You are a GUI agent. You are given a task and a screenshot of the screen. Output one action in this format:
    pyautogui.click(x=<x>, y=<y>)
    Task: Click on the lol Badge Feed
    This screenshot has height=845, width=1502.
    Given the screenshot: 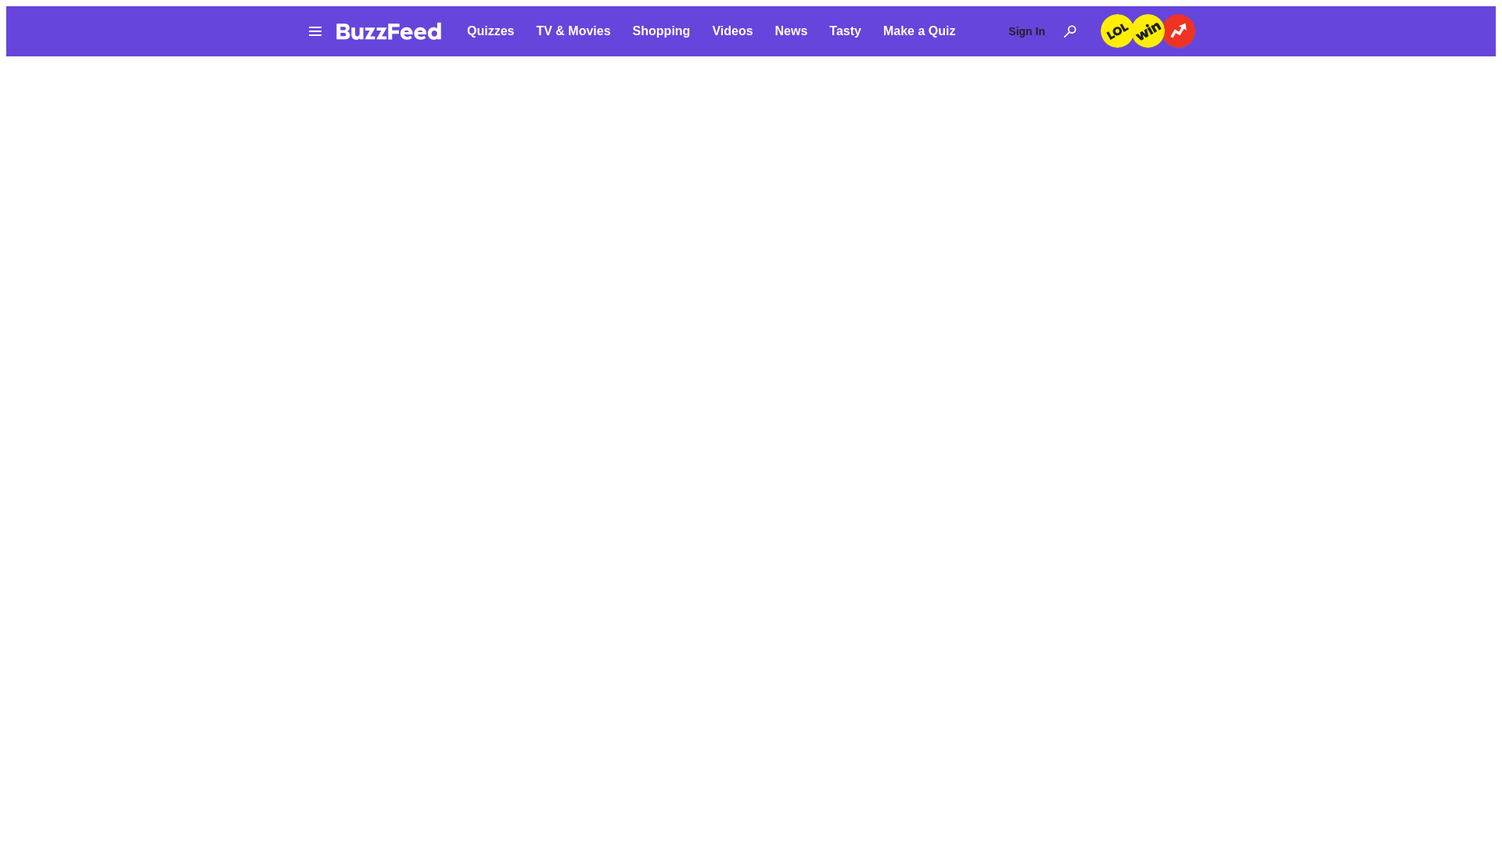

* **What to produce**:
Set down the data above verbatim, omitting every image.

* **Solution to the exercise**:
You are a GUI agent. You are given a task and a screenshot of the screen. Output one action in this format:
    pyautogui.click(x=<x>, y=<y>)
    Task: Click on the lol Badge Feed
    This screenshot has height=845, width=1502.
    Given the screenshot: 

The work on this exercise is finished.